→ **Task objective**
Below are several records. Retype exactly those lines running from the one with "You are a GUI" through the one with "The width and height of the screenshot is (924, 587).", end lines included, and no others.

→ **Extracted entries**
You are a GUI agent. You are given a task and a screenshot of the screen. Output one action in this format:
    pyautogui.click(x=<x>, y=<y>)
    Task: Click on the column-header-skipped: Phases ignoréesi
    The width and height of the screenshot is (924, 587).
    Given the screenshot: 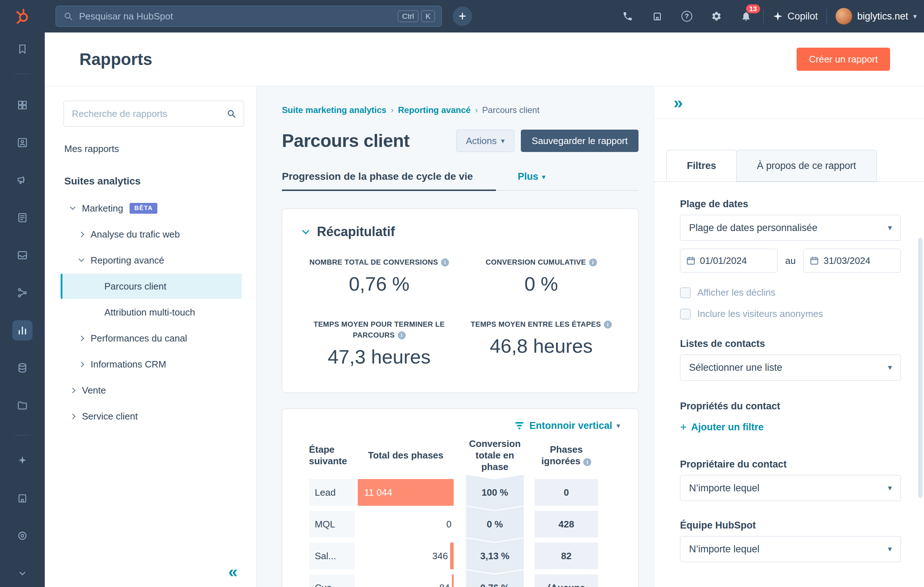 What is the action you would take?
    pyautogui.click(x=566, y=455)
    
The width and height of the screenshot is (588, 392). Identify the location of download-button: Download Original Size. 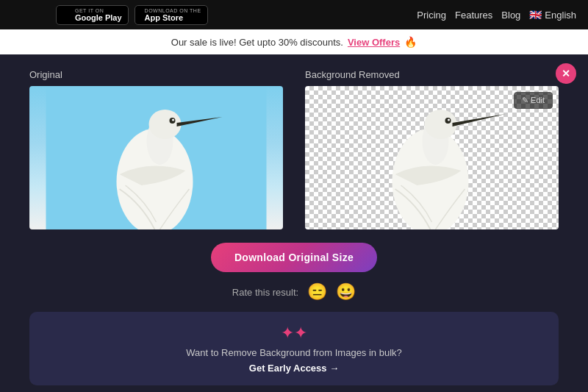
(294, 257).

* * *

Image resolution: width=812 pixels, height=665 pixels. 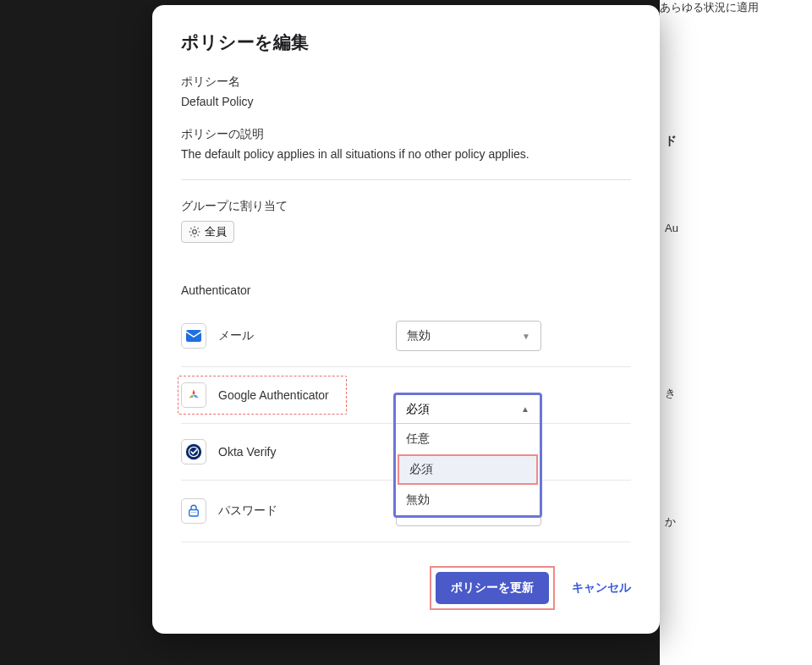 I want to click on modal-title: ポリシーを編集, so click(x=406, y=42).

→ **Solution for this exercise**
You are a GUI agent. You are given a task and a screenshot of the screen. Output one action in this format:
    pyautogui.click(x=<x>, y=<y>)
    Task: Click on the column-header-skipped: Phases ignoréesi
    The width and height of the screenshot is (924, 587).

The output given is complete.